Friday 1 November 2013

In defence of Hunt!!

I was disappointed by his appointment, and have been appalled by some of his comments, and Tristram Hunt is only a couple of weeks into his job as shadow education spokesperson! His support for Gove`s pet project, free schools, is counter to the belief Labour supposedly has in state education and equality of opportunity, whilst his ridiculous remarks on Question Time favouring Performance Related Pay for teachers will have been daunting for all those employed in education, hoping for a better deal from a Labour government.
However, the suggestion in today`s Morning Star that he "faced a TV savaging" on Newsnight last Wednesday is a slight exaggeration.His arguments in favour of having qualified teachers were forceful and well researched, and it`s a shame that he hadn`t spent as much time looking into PRP before his previous television appearance.His defence, in fact, of Labour`s policy of insisting all teachers in the state sector be trained and qualified, regardless of their subject expertise, was so persuasive, Paxman had to resort, as he always does when out-argued, to asking personal questions demanding "yes" or "no" answers, and then repeating them. Admittedly, Hunt should have been better prepared for such questioning, so that the answer would have been "Yes", he would send his children to state schools with unqualified teachers, because within eighteen months, a Labour government would make it illegal to employ such teachers anyway, and that there was no need to contemplate private education for his children, because the qualified teachers in the state sector are doing such a good job.
       What the programme showed, as does his other programme, University Challenge, was the arrogant and patronising attitude of Paxman, whose contract,especially in view of revelations made by the Observer newspaper last year about him, and some other BBC presenters, in relation to tax avoidance, should not be renewed.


= Work task =
This exercise calls for an exact copy of the listing, with no pictures kept.

= Record set =
=== Section Start ===

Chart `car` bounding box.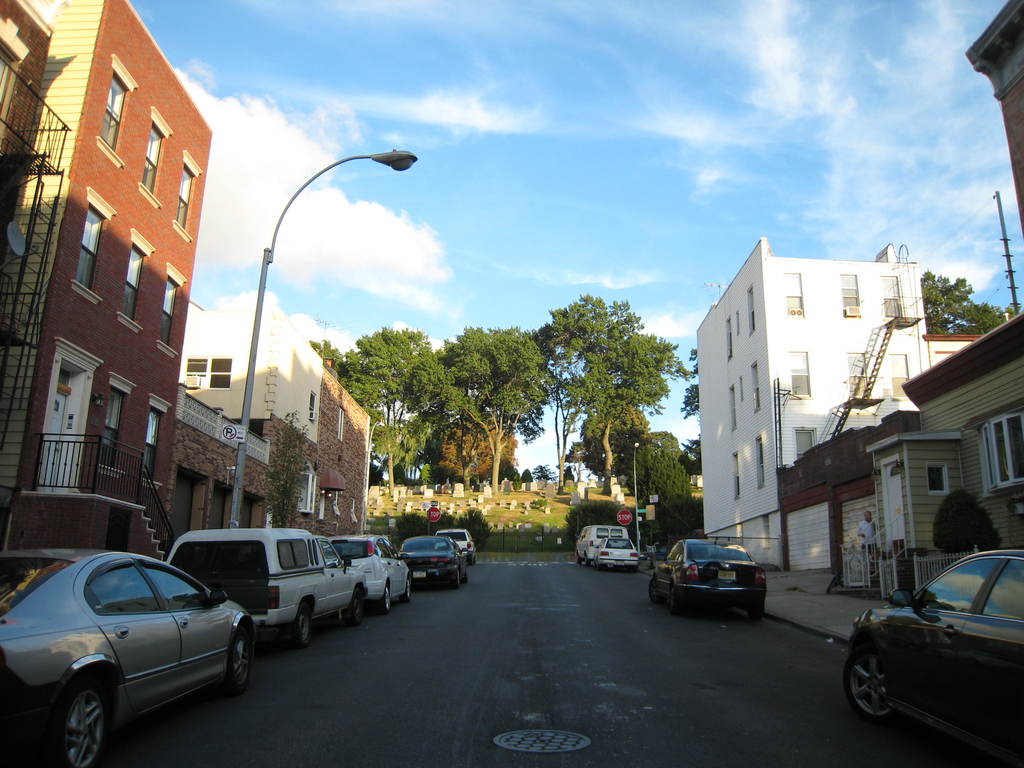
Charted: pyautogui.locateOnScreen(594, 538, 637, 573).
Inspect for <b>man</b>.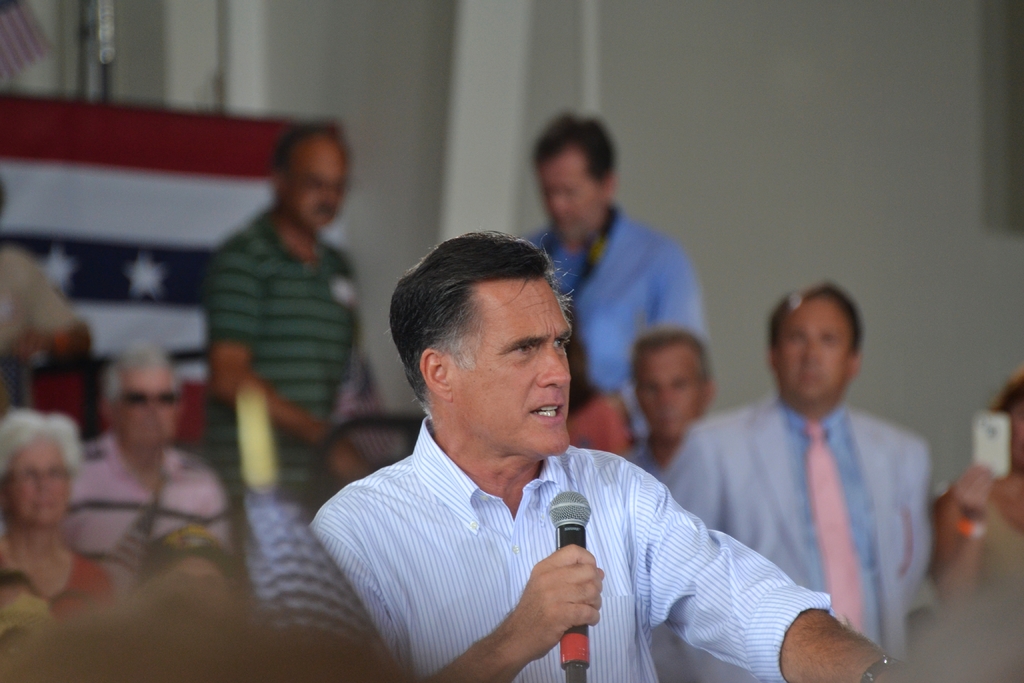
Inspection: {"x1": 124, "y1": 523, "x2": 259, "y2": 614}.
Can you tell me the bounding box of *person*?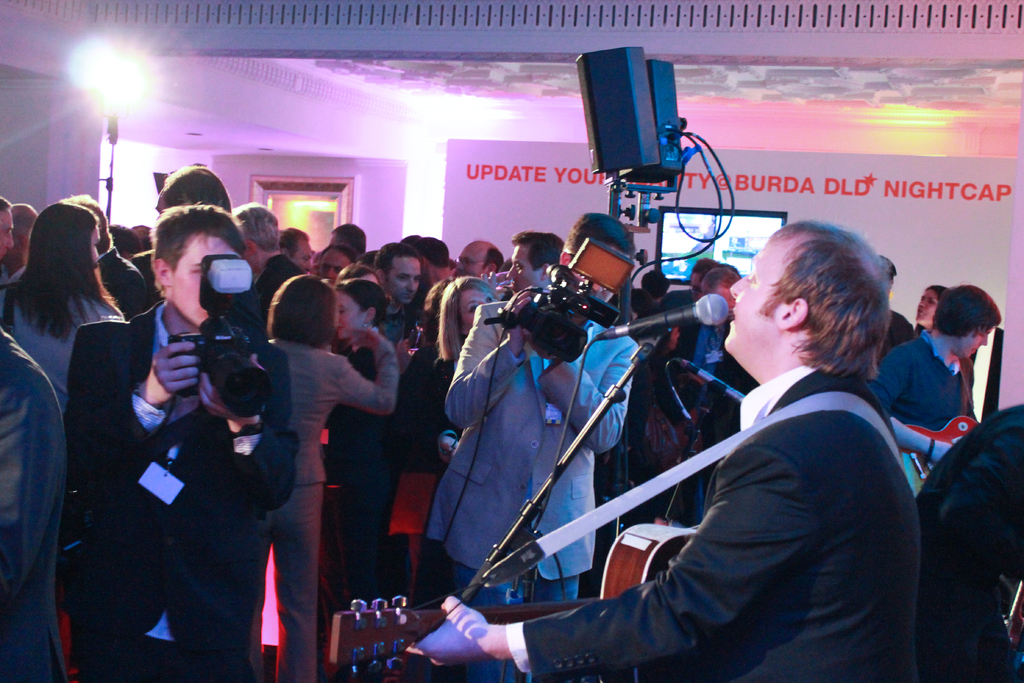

=== Section End ===

= Answer for the task =
Chart `car` bounding box.
Charted: pyautogui.locateOnScreen(594, 538, 637, 573).
Inspect for <b>man</b>.
Inspection: {"x1": 124, "y1": 523, "x2": 259, "y2": 614}.
Can you tell me the bounding box of *person*?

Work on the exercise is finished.